Continuing to explain how the factors are used to help carriers understand how they stand with agents, Salz adds that a part of the process that “makes a really big difference” in terms of data validity “is that we don’t just ask about a [client] carrier. We [also] invite agents to identify other carriers they frequently work with. So when they’re doing the rating, they’re not just thinking about you. They’re thinking about the host of the carriers that they represent.

“The data really comes from the agent’s thinking in that competitive environment.”

“We first ask, ‘How important is the factor,’ and once the importance of that factor is established, then the agent has the opportunity to rate each of the carriers that they’ve selected against that factor. We go from factor-to-factor that way.”

“It’s helpful to a carrier to understand themselves in their competitive context,” Salz says.

Salz says that his firm is meticulous about protecting agents’ anonymity and about protecting carrier clients in a similar way. “We don’t share data about our clients. It’s theirs.”

Does that mean that Deep Customer Connections isn’t actually sharing data that shows the carrier how it measures up specifically against Carriers X, Y, and Z during a typical consultation?

“Yes, we are. But that is only data that come from their specific survey,” Salz says. “When we conduct a survey for another company, that company is the only company that gets the data that come from that survey.”

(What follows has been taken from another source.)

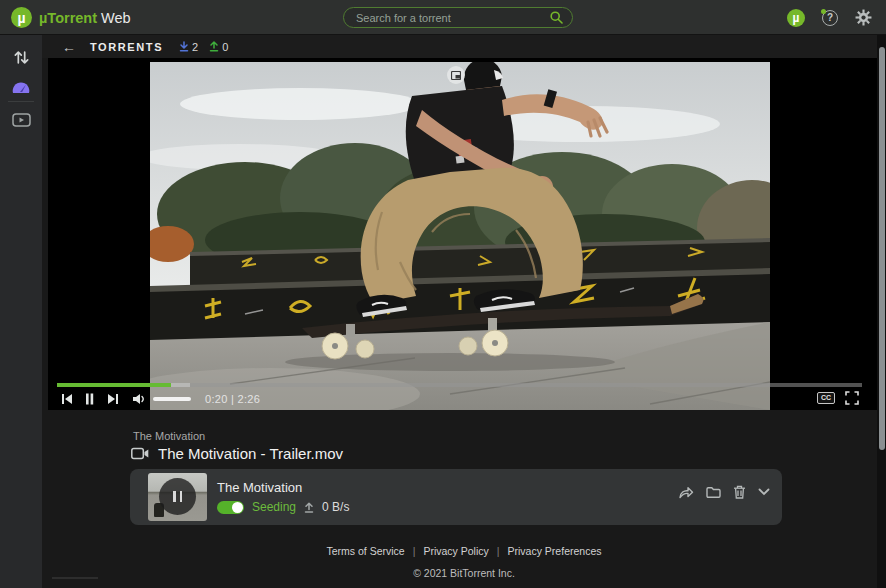  What do you see at coordinates (21, 57) in the screenshot?
I see `sidebar-item-transfers` at bounding box center [21, 57].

In other words, if ACUITY’s survey mentions SECURA Insurance Companies, then ACUITY sees those responses, Salz confirms. “But nobody else does,” he says.

Which of the 11 factors do agents view as most important?

“Handling claims promptly and fairly continues repeatedly to be the most important thing,” Salz says, noting that this is true for both personal and commercial lines carriers.

“We do see some differences. Technology is a little less important for commercial carriers. When you think about that, it’s not surprising because by and large, commercial policies are a little more complex and need more touch. They need more interaction back and forth between the carrier and the agent,” he says.

Overall, the agents and brokers evaluated more than 270 P/C insurance carriers on the 11 unique performance factors that determine an agent’s ease-of-doing-business experience, according to Wednesday’s top-10 announcement. In total, there were over 300,000 ratings for the year.

Ninety-nine percent of the agents and brokers surveyed in 2013 reported that how easy it is to do business with competing carriers is “critically important” in deciding where to write business, the announcement said.

Applied to individual carriers, the 11-factor model Deep Customer Connections’ Agent Business Indicator model prioritizes opportunities for improvement, Salz says.

Are carriers more interested in improving these days? Are levels of engagement with his firm increasing?

“It occupies a steady strong place in their minds,” he says.

“People are always talking about the distribution channel. They’re talking about the threat from direct writers. That is certainly out there.”

“Technology makes it possible to do things that couldn’t be done a few years ago.”

“At the same time, certainly our data suggest that insurance at a really basic level is still a relationship business. The role of the agent is really important,” he says.